Getting a Diagnosis

Most doctors who treat children have become worried about increasing childhood mental health and developmental diagnoses. The causes are probably many but blaming an increase in the stresses of modern life should not accepted without question. We may be inadvertently training our children to fail in coping with everyday life.

Today, many parents present upon the recommendation of the school, claiming their child needs support, with the parents asked to ‘get a diagnosis’. Needing support is a euphemism, meaning the child has either behavioural or academic problems, or both, and the school’s attempts at control and/or remediation have been unsuccessful.

Dr David Roberts, Paediatrician
Dr David Roberts, Paediatrician

The school’s funding is performance based, KPIs are affected, and its resources threatened. Having a medical cause shifts responsibility for the solution from education to health. The school can claim to be discharging its responsibilities and, in ‘getting a diagnosis’, the school receives more education system funding.

Remediation of academic problems is the core business of teachers not doctors, although some conditions such as Inattentive ADHD can play a part. Referrals from teachers usually do not detail what’s wrong, what’s been tried, and why it hasn’t worked. Teachers also seem unmindful of how seriously most parents view a trial of medication.

School-led action

Management of behavioural problems is the core business of psychologists, not doctors. However, Hyperactive ADHD can be implicated. Paediatricians are called upon to make judgements and, as such, we operate in a space which intersects with other professionals, who may align themselves with the school’s agenda. The schools are a referral source.

A second problem stems from poor education sector policy settings. Positive Behaviour Support (PBS) is the behavioural system now mandated in WA public and private schools, the disability and child protection sectors.

As an offshoot of Applied Behavioural Analysis (ABA), the technique which has revolutionised autism treatment, PBS’s origins were sound. However, it has always been a part of the Non-Aversive Movement, which prohibits the use of aversive consequences (i.e. punishment) in behaviour management.

Thus, PBS’s principal tools are limited to rewards and antecedent manipulations (eliminating behavioural triggers).The literature of Behaviourism characterises PBS as a fad not a science. This is what has introduced a filter through which research findings and effective treatment alternatives must pass, and whereby it references ‘current thinking’ as its authority.

Teachers are prohibited from using aversive methods (ie punishments), which can be just as effective, less resource intensive and quicker in effect. The teacher’s time, energy and focus are being wasted, to the detriment of the whole class, including the misbehaving child.
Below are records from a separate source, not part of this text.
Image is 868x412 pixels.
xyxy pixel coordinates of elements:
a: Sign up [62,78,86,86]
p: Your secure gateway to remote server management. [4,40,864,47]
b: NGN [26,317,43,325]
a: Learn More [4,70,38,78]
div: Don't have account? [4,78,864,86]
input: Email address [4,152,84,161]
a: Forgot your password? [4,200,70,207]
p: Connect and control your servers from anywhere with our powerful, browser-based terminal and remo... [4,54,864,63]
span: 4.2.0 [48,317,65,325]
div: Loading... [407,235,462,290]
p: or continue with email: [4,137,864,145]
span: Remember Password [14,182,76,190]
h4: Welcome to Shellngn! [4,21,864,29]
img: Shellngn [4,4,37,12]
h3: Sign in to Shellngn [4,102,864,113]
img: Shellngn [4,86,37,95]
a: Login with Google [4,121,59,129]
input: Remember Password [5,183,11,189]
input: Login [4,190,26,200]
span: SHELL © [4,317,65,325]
The classroom is disrupted further because well-behaved children see the misbehaving child not punished but rewarded for bad behaviour, and they copy that behaviour in the hope of receiving the same reward; called vicarious reinforcement.

Another influence causing over-diagnosis of mental health problems in childhood is our readiness to invoke threats to attachment as a cause of behavioural problems. Attachment Theory is a valid construct, but an attachment disorder requires erosion of, not merely the threat to, the child’s confidence in the security of attachment

Attachment Theory holds that threats must accumulate to become clinically significant. Risk rarely comes in single packages, and adversity is normal. The protective Resilience System appears to have sufficient redundancy to sustain good development in all children, not just those resilient by nature. Resilient children do not appear to possess unique qualities. In the face of a threat, a resilience response sets up (and doesn’t exclude) the opportunity for success.

Competence in early childhood is most dependent on secure attachment, and self-regulation. The association between self-regulation and authoritative parenting is very strong.

The work of Dianna Baumrind in the 1960s overturned the originally Freudian view that the child interprets the imposition of boundaries as a withdrawal of love and acceptance. Baumrind proposed that it is incorrect to interpret parenting along a single continuum from democratic to authoritarian.

Rather, parenting style is better described along two continua: responsiveness and demandingness. According to Baumrind authoritative parents are responsive to their child’s emotional needs, while simultaneously holding high (age-appropriate) expectations of their child’s behaviour.

The behavioural or academic problems children now present with reflect their psycho-social context as much as their individual natures. The process of assessment should consider both.

Key messages

  • Funding policy encourages labelling of children
  • Behavioural policy is PC not science-based
  • Children are by nature resilient

References available on request.

Questions? Contact the editor.

Author competing interests: nil relevant disclosures.